Equities are mixed this morning after an overnight spike that appears to be a manipulated attempt to force the market over key resistance… that attempt has so far failed. The dollar is lower, bonds are flat, oil is higher, gold continues its impressive move higher, and unfortunately food is moving higher as well.
Weekly Jobless Claims rose right back to the 400k level, reported at 399,000 for the past week, a 7.3% jump from the prior 372k. Note how Econoday says this was a 24,000 jump, when in fact it was an increase of 27,000 over the prior report… here they subtract the 3k revision higher to make it sound better than it was, but they do the exact opposite when numbers are in the other direction, always trying to make it sound better than it actually is:
Highlights
The long sweep of improvement in initial jobless claims hit a bump in the January 7 week, up a very steep 24,000 to 399,000. The goods news is that claims are still under 400,000 for a ninth time in 10 weeks. But otherwise the data, which the Labor Department stresses is free from special factors, point to a step backward for the jobs market with the four-week average, up a sizable 7,750 to 381,750, ending five straight weeks of improvement (prior four-week average revised to 374,000). Details also include a 3,000 upward revision to the December 31 week to 375,000.
Continuing claims also rose, up 19,000 in data for the December 31 week to 3.629 million. Here the four-week average is unchanged at 3.605 million with the unemployment rate for insured workers also unchanged, at 2.9 percent.
Though the data are clean from special factors, the first week of the year is typically the highest week for claims. This factor brings into play seasonal adjustment questions. Still, today's report is a disappointing start to the January employment picture.
As if any of the jobs numbers are even close to reality… they aren’t.
The Retail Sales report disappointed as well, coming in at .1% in December versus the .2% prior month and .4% expected. First, let me ask you how that .1% increase compares to all the massive hype around the Christmas shopping season? Remember all those supposed records set? Mobs breaking down doors with people running each other over? Was that reality or just spin?
Here’s the spin:
Highlights
December retail sales advanced but less than expected but part of the slowing was due to upward revisions to November and October. Retail sales in December edged up 0.1 percent, following a 0.4 percent rise in November (originally up 0.2 percent) and 0.7 percent gain in October (previously up 0.6 percent). The December figure came in lower than the consensus forecast for 0.4 percent. Excluding autos, retail sales actually fell 0.2 percent in December after increasing 0.3 percent in November (originally up 0.2 percent) and increasing 0.5 percent in October (previously up 0.6 percent). The market median forecast was 0.4 percent. Gasoline sales dropped 1.6 percent after a 0.9 percent increase in November.
Sales excluding autos and gasoline in December were flat, following a modest 0.2 percent increase in November (originally up 0.2 percent). Econoday's survey panel now includes a consensus for this series which was 0.4 percent for December. Within the core (excluding autos and gasoline), gains were led by building materials, clothing, and food services & drinking places. Weakness was led by a drop in electronics & appliance stores.
Retail sales on a year-ago basis in December posted at up 6.5 percent, compared to 7.0 percent in November. Excluding motor vehicles, sales were up 6.0 percent on a year-on-year basis, compared to 6.8 percent the prior month.
Today's report is disappointing but hardly a disaster. Consumers are still spending and front loaded a bit in November. But some subsectors apparently did a bit of price discounting (likely electronics among others) and we may see that in quarterly earnings.
On the news, equity futures dipped somewhat as initial jobless claims also were a little higher than expected.
Retail Sales are massively overstated. Raw Retail Sales are measured in dollars. Retail Sales measure sales only at stores open for the past year – they fail to account for stores that have closed. These two errors are huge.
Once again for a picture of reality we turn to Shadowstats where John Williams has produced the following chart correcting for true inflation – the reality is so far from the hype it’s not even funny. What it is is sad, embarrassing, and pathetic. Real Retail Sales, according to his corrections, have been negative since about 1992, 20 years ago! And his chart doesn’t account for substitution bias which makes this even worse:
Once again, money printing/ credit creation do not equal productivity or employment once you are past the debt saturation point. Yes, you can make dollar denominated statistics appear as if they are moving higher, and you can also lie and fail to account for all the printing in your statistics… but the disconnect between reality and the spin is growing massively by the day. So much so, that I think there are very few who believe it anymore, and that is exactly what loss of confidence is all about – it follows the breakdown of the rule of law.
I, Nathan Martin, no longer consent to the lies.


*Directions for this task*: Your reply must contain exactly the lines running from the one with "What do you see at coordinates (464, 362)" to the last line of the entries below, both included, and no other lines.

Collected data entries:
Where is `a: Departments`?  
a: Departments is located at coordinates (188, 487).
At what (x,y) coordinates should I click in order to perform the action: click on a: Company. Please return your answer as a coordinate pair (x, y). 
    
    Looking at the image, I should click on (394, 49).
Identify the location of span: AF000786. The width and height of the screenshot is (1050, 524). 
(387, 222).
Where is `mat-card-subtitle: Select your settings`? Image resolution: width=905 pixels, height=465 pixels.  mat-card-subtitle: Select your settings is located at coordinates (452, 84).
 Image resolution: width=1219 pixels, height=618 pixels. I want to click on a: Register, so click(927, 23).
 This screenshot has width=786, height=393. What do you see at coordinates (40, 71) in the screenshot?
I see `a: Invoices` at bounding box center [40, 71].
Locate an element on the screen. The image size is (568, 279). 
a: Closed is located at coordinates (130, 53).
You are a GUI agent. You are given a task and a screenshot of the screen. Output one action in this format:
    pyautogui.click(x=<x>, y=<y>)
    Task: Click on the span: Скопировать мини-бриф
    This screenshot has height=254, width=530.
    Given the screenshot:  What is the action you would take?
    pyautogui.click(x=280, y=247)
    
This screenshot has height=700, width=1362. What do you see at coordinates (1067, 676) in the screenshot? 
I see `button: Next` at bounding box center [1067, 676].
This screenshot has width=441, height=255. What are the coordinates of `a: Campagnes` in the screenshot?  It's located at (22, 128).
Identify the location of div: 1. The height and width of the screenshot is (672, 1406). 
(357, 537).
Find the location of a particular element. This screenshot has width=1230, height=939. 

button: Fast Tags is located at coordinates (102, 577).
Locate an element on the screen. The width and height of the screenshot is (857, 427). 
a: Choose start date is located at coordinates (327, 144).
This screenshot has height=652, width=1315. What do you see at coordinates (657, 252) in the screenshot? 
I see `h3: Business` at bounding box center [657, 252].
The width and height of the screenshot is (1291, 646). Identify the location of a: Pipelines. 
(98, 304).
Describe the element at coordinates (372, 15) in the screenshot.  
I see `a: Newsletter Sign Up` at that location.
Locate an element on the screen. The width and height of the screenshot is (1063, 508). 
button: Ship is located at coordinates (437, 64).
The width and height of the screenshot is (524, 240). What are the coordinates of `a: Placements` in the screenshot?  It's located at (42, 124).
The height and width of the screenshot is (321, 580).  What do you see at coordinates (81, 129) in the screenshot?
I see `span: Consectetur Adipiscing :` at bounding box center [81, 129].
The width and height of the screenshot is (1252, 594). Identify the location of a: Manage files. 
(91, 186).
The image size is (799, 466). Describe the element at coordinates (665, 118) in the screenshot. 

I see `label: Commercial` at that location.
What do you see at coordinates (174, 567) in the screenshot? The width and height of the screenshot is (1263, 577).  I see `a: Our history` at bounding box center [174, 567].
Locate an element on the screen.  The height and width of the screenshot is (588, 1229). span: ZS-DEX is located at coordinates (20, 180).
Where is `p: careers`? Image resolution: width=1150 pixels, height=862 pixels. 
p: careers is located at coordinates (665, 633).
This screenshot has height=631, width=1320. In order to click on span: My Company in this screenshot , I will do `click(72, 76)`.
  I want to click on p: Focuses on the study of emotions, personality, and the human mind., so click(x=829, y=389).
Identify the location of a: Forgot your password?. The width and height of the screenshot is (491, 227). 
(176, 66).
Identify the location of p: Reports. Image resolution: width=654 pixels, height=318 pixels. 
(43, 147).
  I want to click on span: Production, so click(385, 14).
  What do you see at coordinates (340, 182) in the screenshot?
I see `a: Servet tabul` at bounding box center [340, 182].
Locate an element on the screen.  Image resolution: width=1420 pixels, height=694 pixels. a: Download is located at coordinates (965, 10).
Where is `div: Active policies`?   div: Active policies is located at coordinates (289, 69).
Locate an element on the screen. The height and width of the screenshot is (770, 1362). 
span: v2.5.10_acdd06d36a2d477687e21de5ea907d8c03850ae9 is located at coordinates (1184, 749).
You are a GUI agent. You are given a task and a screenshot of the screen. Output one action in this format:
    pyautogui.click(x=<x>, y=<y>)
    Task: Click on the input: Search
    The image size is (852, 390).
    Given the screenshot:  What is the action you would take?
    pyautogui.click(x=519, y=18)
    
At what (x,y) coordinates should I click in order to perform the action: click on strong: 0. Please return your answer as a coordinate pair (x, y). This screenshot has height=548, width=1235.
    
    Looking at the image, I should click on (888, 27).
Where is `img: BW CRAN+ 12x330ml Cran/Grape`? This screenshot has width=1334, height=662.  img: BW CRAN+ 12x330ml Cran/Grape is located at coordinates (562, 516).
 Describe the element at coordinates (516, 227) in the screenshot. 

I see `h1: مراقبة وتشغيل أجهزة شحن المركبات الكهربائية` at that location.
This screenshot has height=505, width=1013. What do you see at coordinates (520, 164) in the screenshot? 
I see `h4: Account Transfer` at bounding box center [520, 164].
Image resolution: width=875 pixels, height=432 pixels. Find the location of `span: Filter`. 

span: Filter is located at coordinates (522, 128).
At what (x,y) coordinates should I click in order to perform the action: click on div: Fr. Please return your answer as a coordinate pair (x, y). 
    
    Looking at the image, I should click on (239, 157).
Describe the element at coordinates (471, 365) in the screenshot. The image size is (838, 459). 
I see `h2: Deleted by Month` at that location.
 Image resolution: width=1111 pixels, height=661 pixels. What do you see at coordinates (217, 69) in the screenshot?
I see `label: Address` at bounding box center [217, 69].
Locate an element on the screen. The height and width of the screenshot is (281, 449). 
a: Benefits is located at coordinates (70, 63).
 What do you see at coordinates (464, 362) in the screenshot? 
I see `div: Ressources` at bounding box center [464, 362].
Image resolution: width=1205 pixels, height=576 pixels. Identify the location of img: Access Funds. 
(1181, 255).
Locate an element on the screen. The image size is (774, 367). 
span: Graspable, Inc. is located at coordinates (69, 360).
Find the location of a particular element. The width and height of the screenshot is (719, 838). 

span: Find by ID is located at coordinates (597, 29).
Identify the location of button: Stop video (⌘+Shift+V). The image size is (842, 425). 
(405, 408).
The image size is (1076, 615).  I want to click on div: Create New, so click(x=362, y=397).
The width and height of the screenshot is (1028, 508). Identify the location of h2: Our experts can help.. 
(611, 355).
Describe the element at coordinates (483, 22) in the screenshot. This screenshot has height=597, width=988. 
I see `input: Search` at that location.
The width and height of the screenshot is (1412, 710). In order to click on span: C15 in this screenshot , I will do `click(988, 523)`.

*Answer to this exercise*:
 What do you see at coordinates (464, 362) in the screenshot? 
I see `div: Ressources` at bounding box center [464, 362].
Image resolution: width=1205 pixels, height=576 pixels. Identify the location of img: Access Funds. 
(1181, 255).
Locate an element on the screen. The image size is (774, 367). 
span: Graspable, Inc. is located at coordinates (69, 360).
Find the location of a particular element. The width and height of the screenshot is (719, 838). 

span: Find by ID is located at coordinates (597, 29).
Identify the location of button: Stop video (⌘+Shift+V). The image size is (842, 425). 
(405, 408).
The image size is (1076, 615).  I want to click on div: Create New, so click(x=362, y=397).
The width and height of the screenshot is (1028, 508). Identify the location of h2: Our experts can help.. 
(611, 355).
Describe the element at coordinates (483, 22) in the screenshot. This screenshot has height=597, width=988. 
I see `input: Search` at that location.
The width and height of the screenshot is (1412, 710). In order to click on span: C15 in this screenshot , I will do `click(988, 523)`.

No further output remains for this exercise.